It’s Time to Treat Gun Violence like the National Security Threat It Is

July 26, 2021 Topic: Gun Violence Blog Brand: The Buzz Tags: Gun ViolenceArms ExportsNRADefense SpendingGuns

It’s Time to Treat Gun Violence like the National Security Threat It Is

At a time when the Pentagon is spending record amounts on defense and security, why are hundreds of Americans a day lost to a preventable threat like gun violence?

 

With firearm injuries and deaths at a record high even with most of the country in lockdown all year, it’s time to start treating gun violence like the national security threat and foreign policy issue it is.

Early last year, a uniquely American consensus arose: the silver lining to a pandemic shutting down the country is that at least fewer people will die in mass shootings because children can’t get shot at school. The only thing more disturbingly dystopian than this line of thought surfacing is that it didn’t even end up being true. We saw 610 mass shootings in 2020, nearly 200 more than in 2019. Overall, 2020 was the deadliest gun violence year in the United States in at least two decades, and 2021 is looking worse already. 

 

As America begins to re-open, we can’t allow a shift from one deadly pandemic back to another. Now is the time for a reckoning of the United States' approach to gun violence. More importantly, now is the time to ask ourselves what “national security” really means. 

At a time when the Pentagon is spending record amounts on defense and security—more than China, India, Russia, the UK, Saudi Arabia, Germany, France, Japan, South Korea, Italy, and Australia combined—we should feel safer than ever. But with a quick glance at headlines, however, we quickly spot symptoms of an unsafe people. Last weekend, eight-year-old Faris Nunn was interviewed after a shooting outside Washington D.C.’s Nationals Park that left three people dead. "It was my 2nd shooting, so I was kind of prepared,” she said, “I’m always expecting something to happen." 

Clearly, America is getting less secure for its people despite steadily rising spending on military and police.  Crossing over into America’s borders makes you one thousand times more likely to get shot than in some other countries, and gun violence directly accounts for at least three of the top fifty-nine causes of death for Americans. Not to mention, gun violence greatly exacerbates issues like suicide, violence against women, right-wing extremist violence, and disproportionately affects Black and Latino men.

So, why isn’t gun violence in America treated as a domestic security threat, alongside issues viewed as official threats to the nation by Homeland Security like election security, transportation security, and the entire subject of “citizenship and immigration?” To start with, the United States' approach to gun violence values money over lives, catering to corporations in the business of maintaining political power and making money off of gun violence rather than catering to the safety of the American people.

For the past two decades, there has been no federal funding allocated for gun violence and injury prevention. This is thanks to the National Rifle Association (NRA), who successfully lobbied to remove funding for firearm research from the Centers for Disease Control (CDC)—and eventually, the National Institutes of Health (NIH)—after a study in 1993 found that keeping a gun in the home increases the risk of homicide. This chilling funding freeze has created massive gaps in our understanding of gun violence and has discouraged the next generation of researchers in the field. The severe lack of funding recently ended in 2020 with a $25 million grant to the CDC and NIH, opening the door to previously undiscovered knowledge on the issue. With public pressure, new research could inform new legislation that has the opportunity to save lives from gun violence.

We only need so much new federal research, however, to convince legislators that gun violence is indeed a severe threat to Americans. The real freeze is the government’s unwillingness to use our pre-existing national security guidelines and mobilize our resources to address the threat. 

Being bold—or simply honest—enough to stop ignoring the United States’ security issue domestically will also prompt a reckoning with our foreign policy, starting with our role in gun violence abroad. 

Over half of the world’s gun-related deaths come from six countries that make up less than ten percent of the world’s population: Brazil, the United States, Mexico, Colombia, Venezuela and Guatemala. The United States has played a key role in providing weapons and sustaining the organized drug trade that accounts for overwhelming amounts of illegal gun use in these countries. Our lax gun laws allow American firepower to fuel the disproportionate gun violence terrorizing parts of Central America. Seventy percent of firearms seized in Mexico and twenty-nine percent seized in Guatemala originated in the United States. Close behind the priority of American citizens’ security should be Biden’s own foreign policy promise to advance human rights and restore “moral leadership.” Stopping the steady flow of U.S. weapons to drug cartels in Central America would be a good place to start.

America’s failure to prioritize real safety for its citizens at home and people abroad is unsurprising but unacceptable. If the hundreds of Americans lost to gun violence each day were killed by any other preventable threat, or by some scapegoat-able foreign entity, there would be no delay in acting. Somehow, when the threat comes from within, we sit idly by while eight-year-olds get retraumatized while experiencing their second shooting. How many more will we let them endure?

 

Sofia Hines is a member of the Center for International Policy’s Summer 2021 Development and Communications Team.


Without the images, write out the entries word for word.

# Records for the exercise:
* * * * * * *

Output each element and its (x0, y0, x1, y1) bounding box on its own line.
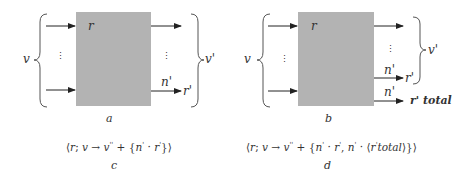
vdots-right-a: ⋮ (162, 52, 171, 61)
formula-d-plus: + { (293, 141, 315, 153)
process-box-b (298, 12, 374, 106)
vdots-left-a: ⋮ (56, 52, 65, 61)
formula-d-arrow: → (268, 141, 283, 153)
formula-c-close: }⟩ (161, 141, 172, 153)
formula-c-plus: + { (113, 141, 135, 153)
left-brace-a (34, 14, 47, 107)
vdots-left-b: ⋮ (280, 55, 289, 64)
n-label-b-2: n' (384, 86, 395, 98)
formula-c-dot: · (144, 141, 154, 153)
right-brace-a (191, 14, 204, 107)
formula-d-comma: , (341, 141, 348, 153)
n-label-a: n' (161, 76, 172, 88)
formula-c-semi: ; (75, 141, 82, 153)
box-label-a: r (88, 20, 94, 32)
caption-a: a (106, 113, 113, 124)
output-r-label-b: r' (405, 72, 414, 84)
formula-c: ⟨r; v → v'' + {n' · r'}⟩ (66, 142, 172, 153)
formula-c-arrow: → (88, 141, 103, 153)
formula-d-total: total (378, 141, 402, 153)
output-group-label-a: v' (205, 53, 215, 65)
formula-d-dot: · (324, 141, 334, 153)
formula-d-semi: ; (255, 141, 262, 153)
formula-d-dot2: · ⟨ (356, 141, 370, 153)
output-total-label-b: r' total (410, 95, 452, 106)
left-brace-b (257, 14, 270, 107)
right-brace-b (413, 17, 426, 84)
input-label-b: v (244, 53, 251, 65)
box-label-b: r (311, 20, 317, 32)
vdots-right-b: ⋮ (386, 45, 395, 54)
caption-d: d (324, 160, 331, 171)
formula-d: ⟨r; v → v'' + {n' · r', n' · ⟨r'total⟩}⟩ (246, 142, 417, 153)
formula-d-close: ⟩}⟩ (402, 141, 417, 153)
diagram-lines (0, 0, 466, 180)
caption-c: c (111, 160, 117, 171)
output-r-label-a: r' (183, 85, 192, 97)
n-label-b-1: n' (384, 64, 395, 76)
input-label-a: v (23, 53, 30, 65)
output-group-label-b: v' (428, 44, 438, 56)
formula-d-n2: n (348, 141, 355, 153)
caption-b: b (325, 113, 332, 124)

* * * * * * *

# Answer space:
Output each element and its (x0, y0, x1, y1) bounding box on its own line.
vdots-right-a: ⋮ (162, 52, 171, 61)
formula-d-plus: + { (293, 141, 315, 153)
process-box-b (298, 12, 374, 106)
vdots-left-a: ⋮ (56, 52, 65, 61)
formula-d-arrow: → (268, 141, 283, 153)
formula-c-close: }⟩ (161, 141, 172, 153)
formula-c-plus: + { (113, 141, 135, 153)
left-brace-a (34, 14, 47, 107)
vdots-left-b: ⋮ (280, 55, 289, 64)
n-label-b-2: n' (384, 86, 395, 98)
formula-c-dot: · (144, 141, 154, 153)
right-brace-a (191, 14, 204, 107)
formula-d-comma: , (341, 141, 348, 153)
n-label-a: n' (161, 76, 172, 88)
formula-c-semi: ; (75, 141, 82, 153)
box-label-a: r (88, 20, 94, 32)
caption-a: a (106, 113, 113, 124)
output-r-label-b: r' (405, 72, 414, 84)
formula-c: ⟨r; v → v'' + {n' · r'}⟩ (66, 142, 172, 153)
formula-c-arrow: → (88, 141, 103, 153)
formula-d-total: total (378, 141, 402, 153)
output-group-label-a: v' (205, 53, 215, 65)
formula-d-dot: · (324, 141, 334, 153)
formula-d-semi: ; (255, 141, 262, 153)
formula-d-dot2: · ⟨ (356, 141, 370, 153)
output-total-label-b: r' total (410, 95, 452, 106)
left-brace-b (257, 14, 270, 107)
right-brace-b (413, 17, 426, 84)
input-label-b: v (244, 53, 251, 65)
box-label-b: r (311, 20, 317, 32)
vdots-right-b: ⋮ (386, 45, 395, 54)
caption-d: d (324, 160, 331, 171)
formula-d: ⟨r; v → v'' + {n' · r', n' · ⟨r'total⟩}⟩ (246, 142, 417, 153)
formula-d-close: ⟩}⟩ (402, 141, 417, 153)
diagram-lines (0, 0, 466, 180)
caption-c: c (111, 160, 117, 171)
output-r-label-a: r' (183, 85, 192, 97)
n-label-b-1: n' (384, 64, 395, 76)
input-label-a: v (23, 53, 30, 65)
output-group-label-b: v' (428, 44, 438, 56)
formula-d-n2: n (348, 141, 355, 153)
caption-b: b (325, 113, 332, 124)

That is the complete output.